Failures on system disk
If ACOS is installed on hardware RAID 1, when either of the two system disks fails, the operating system automatically switches to the other system disk for read and write operations, and cluster services remain unaffected throughout the process.
When both system disks fail, the OS partition and metadata partition become completely unavailable, rendering the node unusable. If the virtual machines on the failed node are configured with high availability (HA), they can be migrated to other nodes to continue running normally. If a node failure causes the number of available replicas for certain data blocks to fall below the expected replication factor, data recovery will be triggered.
Failures on data disk with metadata partition
If ACOS is installed on software RAID 1, when either of the two data disks that contain metadata partitions fails, the operating system partition and metadata partition on the failed disk become unavailable. However, because the operating system partitions on the two data disks form a RAID 1, and the two metadata partitions also form a RAID 1, the operating system automatically switches to the partitions on the other disk in the node for read and write operations, and ACOS cluster services remain unaffected throughout the process. If the virtual machines on the failed node are configured with HA, they can be migrated to other nodes to continue running normally.
When both data disks containing metadata partitions fail, the operating system partition and metadata partition become completely unavailable, rendering the node unusable. If a node failure causes the number of available replicas for certain data blocks to fall below the expected replication factor, data recovery will be triggered.
Other data disks mainly contain the journal partition and cache partition, which are primarily used for recording physical disk write operations and caching data. When a failure occurs, the journal and data partitions on the failed disk will all become unavailable, with the following impacts:
Journal partition unavailable
The system continues to use the journal partition on other physical disks, resulting in decreased write performance for a single node, while read performance remains unaffected.
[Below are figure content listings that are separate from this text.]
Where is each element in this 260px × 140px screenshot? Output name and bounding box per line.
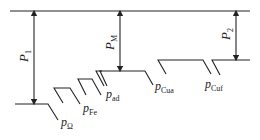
pm-level-line [96,71,153,86]
label-p2: P2 [218,28,235,41]
label-p-ad: pad [105,87,120,103]
svg-text:P1: P1 [16,50,33,63]
svg-text:PM: PM [102,35,119,51]
output-level-line [212,60,250,75]
label-p1: P1 [16,50,33,63]
label-p-omega: pΩ [60,115,73,131]
label-p-fe: pFe [82,101,97,117]
label-p-cuf: pCuf [204,77,223,93]
label-pm: PM [102,35,119,51]
svg-text:P2: P2 [218,28,235,41]
step-3 [100,71,107,86]
step-2 [78,79,101,95]
step-1 [54,88,80,104]
input-level-line [15,104,58,120]
pcua-level-line [158,60,211,74]
power-flow-diagram: P1 PM P2 pΩ pFe pad pCua pCuf [0,0,260,140]
label-p-cua: pCua [154,79,174,95]
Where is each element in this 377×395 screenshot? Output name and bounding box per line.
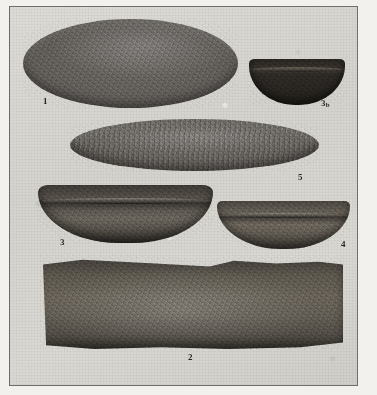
specimen-5 xyxy=(70,119,319,171)
figure-label-3b-text: 3 xyxy=(321,98,326,108)
figure-label-3b: 3b xyxy=(321,99,330,108)
specimen-field: 1 3b 5 3 4 2 xyxy=(10,7,357,385)
figure-label-2-text: 2 xyxy=(188,352,193,362)
specimen-3-rim xyxy=(42,198,210,204)
figure-label-3: 3 xyxy=(60,238,65,247)
specimen-3-body xyxy=(38,185,213,243)
specimen-1 xyxy=(23,19,238,108)
specimen-5-body xyxy=(70,119,319,171)
figure-label-4: 4 xyxy=(341,240,346,249)
specimen-4-rim xyxy=(220,213,348,218)
specimen-3b-body xyxy=(249,59,345,105)
specimen-4-body xyxy=(217,201,350,249)
specimen-3b-rim xyxy=(252,67,342,72)
figure-label-1: 1 xyxy=(43,97,48,106)
specimen-3 xyxy=(38,185,213,243)
specimen-2 xyxy=(40,255,343,350)
figure-label-5-text: 5 xyxy=(298,172,303,182)
figure-label-3-text: 3 xyxy=(60,237,65,247)
figure-label-4-text: 4 xyxy=(341,239,346,249)
specimen-1-body xyxy=(23,19,238,108)
figure-label-5: 5 xyxy=(298,173,303,182)
specimen-2-body xyxy=(40,255,343,350)
specimen-3b xyxy=(249,59,345,105)
figure-label-3b-subscript: b xyxy=(326,101,330,109)
figure-label-1-text: 1 xyxy=(43,96,48,106)
specimen-4 xyxy=(217,201,350,249)
figure-label-2: 2 xyxy=(188,353,193,362)
plate-page: 1 3b 5 3 4 2 xyxy=(0,0,377,395)
plate-frame: 1 3b 5 3 4 2 xyxy=(9,6,358,386)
Data partition unavailable
The system can continue to use the data partitions of other physical disks. The data partitions adopt the replication mechanism to ensure that data blocks are redundantly stored across data partitions on multiple nodes, providing single-node fault tolerance.
On a single node, if one or multiple physical disks fail, the data partitions that become unavailable will not affect the node's storage performance, as sufficient data replicas are still available on other nodes.
A data disk failure will trigger data recovery, which automatically restores the data from healthy physical disks to available space on other nodes, ensuring that the number of replicas meets expectations. If available space exists only on the failed node, the data can also be rebuilt on other healthy data partitions within the same node.